Alpers applied the “Page 99 Test” to his newest book, Happy Days: Images of the Pre-Sixties Past in Seventies America, and reported the following:
Happy Days is about Americans in the 1970s thinking about the past as a way of processing the changes in American life that we associate with the Sixties.Learn more about Happy Days at the Rutgers University Press website.
A reader turning to page 99 of Happy Days would find themselves in the middle of Chapter 2, “Rip Van Marlowe: Seventies Noir and the Pre-Sixties Past.” As it turns out, page 99 summarizes a key part of the argument of Chapter 2, which in turn is representative of the larger project of the book.
A major figure in this chapter is Paul Schrader, who started the 1970s as a film critic, by the middle of the decade transitioned to writing screenplays, and, by decade’s end, had started to direct as well. One of Schrader’s most famous works of criticism is the essay “Notes on Film Noir” (1972). In “Notes,” Schrader predicts (accurately, it turned out) that American interest in the classic noirs of the 1940s would grow during the 1970s, as “the Forties may be to the Seventies what the Thirties were to the Sixties,” as in both cases a decade in which the “political mood harden[ed]” following the radical hopes of its predecessor. The 1970s did, indeed, see a revival of interest in noir, among audiences, critics and filmmakers, who began to make the movies that would we now call “neo-noir.”
The chief focus of Chapter 2 is the figure of the hardboiled private investigator (PI), who in many of these neo-noirs is identified as a man from the past (the chapter’s title is film director Robert Altman’s description of the version of Raymond Chandler’s famous PI Philip Marlowe that appears in Altman’s The Long Goodbye (1973)). Many 1970s neo-noirs placed a PI protagonist, with his out-of-date values, in the world of the 1970s and interrogated whether his version of masculinity could still function.
Page 99 is setting up a discussion of two noir-inflected films with screenplays by Paul Schrader, The Yakuza (1974) and Rolling Thunder (1977):Both [Harry] Kilmer [the protagonist of The Yakuza] and [Charles] Rane [the protagonist of Rolling Thunder] are also presented as men whose values are rooted in the past. Kilmer is an American who believes in old Japanese values in a Seventies Japan that is rapidly rejecting them; Rane is a decorated military veteran in a Seventies America that seems only to pay lip service to honor, patriotism, and family, values to which Rane himself is deeply committed. In both cases, the past values in which the characters believe both contribute to their sense of alienation from the Seventies world in which they find themselves and lead them to the cleansing acts of violence with which they respond to this world. Both The Yakuza and Rolling Thunder, then, present stories about protagonists rooted in the past who confront Seventies social decay and successfully respond to that decay with violence. Like The Long Goodbye, they repurpose the legacy of film noir to comment on how America, and the world, have been changed by the Sixties.While page 99 would give the reader a good sense of the heart of the argument of Chapter 2, given the book’s essayistic approach, the reader wouldn’t know that its other chapters concern Fifties nostalgia, the Bicentennial, and the legacy of slavery in Alex Haley’s Roots and Octavia Butler’s Kindred. The chapters share a focus on Americans looking to the past to understand the present. But each of these excursions is distinct.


**Exercise**
In the records, find every line with the word "marker" and copy it out.

[Opening Input material section]

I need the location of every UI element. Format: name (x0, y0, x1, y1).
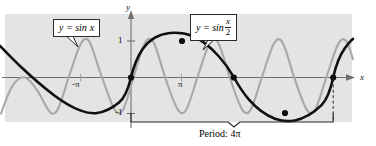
y-tick-label-1: 1 (118, 36, 123, 45)
x-axis-label: x (360, 73, 364, 82)
callout-sin-half-x: y = sinx2 (190, 14, 237, 41)
y-tick-label-neg1: -1 (115, 108, 123, 117)
y-axis-label: y (126, 3, 130, 12)
x-tick-label-pi: π (178, 80, 183, 89)
figure-sine-period: y x 1 -1 -π π y = sinx y = sinx2 Period:… (0, 0, 376, 146)
fraction-denominator: 2 (225, 28, 232, 37)
fraction-numerator: x (225, 17, 232, 26)
callout-sin-x-var: x (90, 22, 94, 33)
curve-sin-x (1, 39, 353, 114)
period-bracket (131, 113, 333, 127)
callout-sin-x: y = sinx (53, 19, 100, 37)
callout-sin-x-text: y = sin (59, 22, 87, 33)
period-label: Period: 4π (199, 128, 240, 139)
callout-sin-half-x-text: y = sin (196, 22, 224, 33)
fraction-x-over-2: x2 (225, 17, 232, 37)
x-tick-label-neg-pi: -π (72, 80, 80, 89)
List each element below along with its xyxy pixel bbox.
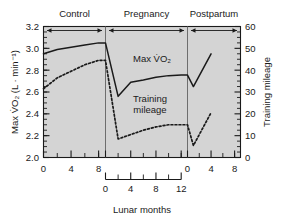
pregnancy-sub-axis-tick-label: 12 [176, 183, 187, 194]
right-axis-tick-label: 60 [245, 21, 256, 32]
right-axis-title: Training mileage [261, 57, 272, 127]
pregnancy-sub-axis-tick-label: 0 [103, 183, 108, 194]
bottom-axis-tick-label: 0 [185, 163, 190, 174]
left-axis-tick-label: 3.2 [26, 21, 39, 32]
left-axis-tick-label: 2.8 [26, 65, 39, 76]
phase-label-pregnancy: Pregnancy [124, 8, 170, 19]
annotation-label-1: Training [133, 93, 167, 104]
right-axis-tick-label: 50 [245, 43, 256, 54]
left-axis-tick-label: 2.6 [26, 86, 39, 97]
left-axis-tick-label: 2.2 [26, 130, 39, 141]
annotation-label-0: Max V̇O₂ [133, 53, 171, 64]
bottom-axis-tick-label: 8 [232, 163, 237, 174]
pregnancy-sub-axis-tick-label: 8 [153, 183, 158, 194]
right-axis-tick-label: 20 [245, 108, 256, 119]
right-axis-tick-label: 40 [245, 65, 256, 76]
left-axis-tick-label: 2.4 [26, 108, 39, 119]
bottom-axis-tick-label: 8 [96, 163, 101, 174]
chart-figure: 2.02.22.42.62.83.03.2Max V̇O₂ (L · min⁻¹… [0, 0, 287, 223]
right-axis-tick-label: 0 [245, 152, 250, 163]
left-axis-title: Max V̇O₂ (L · min⁻¹) [9, 50, 20, 134]
bottom-axis-tick-label: 4 [208, 163, 213, 174]
annotation-label-2: mileage [133, 104, 166, 115]
phase-label-postpartum: Postpartum [190, 8, 239, 19]
right-axis-tick-label: 30 [245, 86, 256, 97]
plot-area-background [44, 27, 241, 158]
vo2-training-mileage-chart: 2.02.22.42.62.83.03.2Max V̇O₂ (L · min⁻¹… [0, 0, 287, 223]
left-axis-tick-label: 3.0 [26, 43, 39, 54]
bottom-axis-tick-label: 4 [68, 163, 73, 174]
phase-label-control: Control [59, 8, 90, 19]
x-axis-title: Lunar months [113, 204, 171, 215]
pregnancy-sub-axis-tick-label: 4 [128, 183, 133, 194]
right-axis-tick-label: 10 [245, 130, 256, 141]
pregnancy-sub-axis: 04812 [103, 173, 187, 194]
left-axis-tick-label: 2.0 [26, 152, 39, 163]
bottom-axis-tick-label: 0 [41, 163, 46, 174]
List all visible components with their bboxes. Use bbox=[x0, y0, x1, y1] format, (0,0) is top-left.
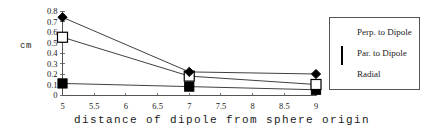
legend-item-par: Par. to Dipole bbox=[339, 47, 407, 59]
x-tick-label: 5.5 bbox=[89, 101, 100, 111]
y-axis-tick-labels: 00.10.20.30.40.50.60.70.8 bbox=[47, 6, 58, 100]
data-point-marker bbox=[185, 82, 194, 91]
data-point-marker bbox=[58, 32, 68, 42]
y-axis-title: cm bbox=[20, 41, 32, 51]
x-tick-label: 8.5 bbox=[279, 101, 290, 111]
y-tick-label: 0.8 bbox=[47, 6, 58, 16]
x-tick-label: 5 bbox=[60, 101, 64, 111]
x-tick-label: 6.5 bbox=[152, 101, 163, 111]
y-tick-label: 0.1 bbox=[47, 80, 58, 90]
legend-item-label: Radial bbox=[357, 68, 381, 80]
x-tick-label: 7.5 bbox=[216, 101, 227, 111]
data-point-marker bbox=[311, 80, 321, 90]
y-tick-label: 0.5 bbox=[47, 38, 58, 48]
x-axis-tick-labels: 55.566.577.588.59 bbox=[60, 101, 318, 111]
x-tick-label: 7 bbox=[187, 101, 191, 111]
legend-item-perp: Perp. to Dipole bbox=[339, 26, 412, 38]
y-tick-label: 0.2 bbox=[47, 69, 58, 79]
x-tick-label: 9 bbox=[314, 101, 318, 111]
legend-item-label: Par. to Dipole bbox=[357, 47, 407, 59]
legend-item-radial: Radial bbox=[339, 68, 381, 80]
y-tick-label: 0 bbox=[53, 90, 57, 100]
x-tick-label: 8 bbox=[251, 101, 255, 111]
data-point-marker bbox=[58, 79, 67, 88]
data-point-marker bbox=[311, 69, 320, 78]
y-tick-label: 0.3 bbox=[47, 59, 58, 69]
y-tick-label: 0.7 bbox=[47, 17, 58, 27]
x-axis-title: distance of dipole from sphere origin bbox=[74, 114, 370, 126]
open-square-icon bbox=[339, 47, 351, 59]
data-point-marker bbox=[58, 13, 67, 22]
diamond-icon bbox=[339, 68, 351, 80]
y-tick-label: 0.6 bbox=[47, 27, 58, 37]
chart-legend: Perp. to Dipole Par. to Dipole Radial bbox=[329, 17, 420, 90]
x-tick-label: 6 bbox=[124, 101, 128, 111]
legend-item-label: Perp. to Dipole bbox=[357, 26, 412, 38]
y-tick-label: 0.4 bbox=[47, 48, 58, 58]
filled-square-icon bbox=[339, 26, 351, 38]
chart-figure: 00.10.20.30.40.50.60.70.8 55.566.577.588… bbox=[0, 0, 436, 133]
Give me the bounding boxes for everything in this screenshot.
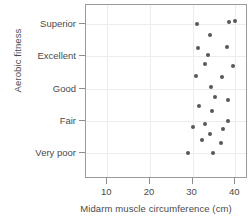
plot-area	[85, 4, 247, 178]
data-point	[221, 127, 225, 131]
data-point	[191, 125, 195, 129]
x-axis-tick	[192, 178, 193, 184]
x-axis-tick-label: 40	[219, 186, 249, 197]
data-point	[196, 46, 200, 50]
y-gridline	[86, 89, 246, 90]
y-gridline	[86, 121, 246, 122]
data-point	[200, 138, 204, 142]
y-axis-tick	[79, 23, 85, 24]
x-axis-tick-label: 20	[134, 186, 164, 197]
data-point	[226, 98, 230, 102]
data-point	[227, 20, 231, 24]
y-gridline	[86, 153, 246, 154]
y-axis-tick	[79, 120, 85, 121]
data-point	[206, 53, 210, 57]
y-axis-tick-label: Superior	[40, 18, 76, 29]
x-gridline	[235, 5, 236, 177]
data-point	[208, 132, 212, 136]
data-point	[231, 64, 235, 68]
data-point	[208, 33, 212, 37]
data-point	[220, 75, 224, 79]
data-point	[225, 45, 229, 49]
data-point	[233, 19, 237, 23]
data-point	[210, 109, 214, 113]
y-axis-tick-label: Very poor	[35, 147, 76, 158]
scatter-plot-figure: Aerobic fitness 10203040SuperiorExcellen…	[0, 0, 252, 219]
y-gridline	[86, 56, 246, 57]
y-axis-tick-label: Good	[53, 82, 76, 93]
data-point	[186, 151, 190, 155]
y-axis-tick	[79, 55, 85, 56]
y-axis-tick	[79, 152, 85, 153]
x-axis-tick-label: 30	[177, 186, 207, 197]
data-point	[219, 141, 223, 145]
x-axis-tick	[149, 178, 150, 184]
data-point	[195, 22, 199, 26]
y-gridline	[86, 24, 246, 25]
y-axis-tick-label: Excellent	[37, 50, 76, 61]
data-point	[203, 122, 207, 126]
y-axis-tick	[79, 88, 85, 89]
x-gridline	[193, 5, 194, 177]
y-axis-tick-label: Fair	[60, 114, 76, 125]
data-point	[194, 74, 198, 78]
y-axis-label: Aerobic fitness	[12, 1, 23, 121]
data-point	[197, 104, 201, 108]
x-gridline	[150, 5, 151, 177]
data-point	[203, 62, 207, 66]
data-point	[211, 151, 215, 155]
x-gridline	[107, 5, 108, 177]
data-point	[226, 119, 230, 123]
x-axis-tick	[106, 178, 107, 184]
x-axis-label: Midarm muscle circumference (cm)	[60, 203, 252, 214]
x-axis-tick	[234, 178, 235, 184]
x-axis-tick-label: 10	[91, 186, 121, 197]
data-point	[213, 95, 217, 99]
data-point	[209, 85, 213, 89]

[Closing Input material section]

**Exercise output**
data-point-marker bbox=[185, 82, 194, 91]
data-point-marker bbox=[58, 32, 68, 42]
data-point-marker bbox=[311, 80, 321, 90]
data-point-marker bbox=[58, 79, 67, 88]
data-point-marker bbox=[311, 69, 320, 78]
data-point-marker bbox=[58, 13, 67, 22]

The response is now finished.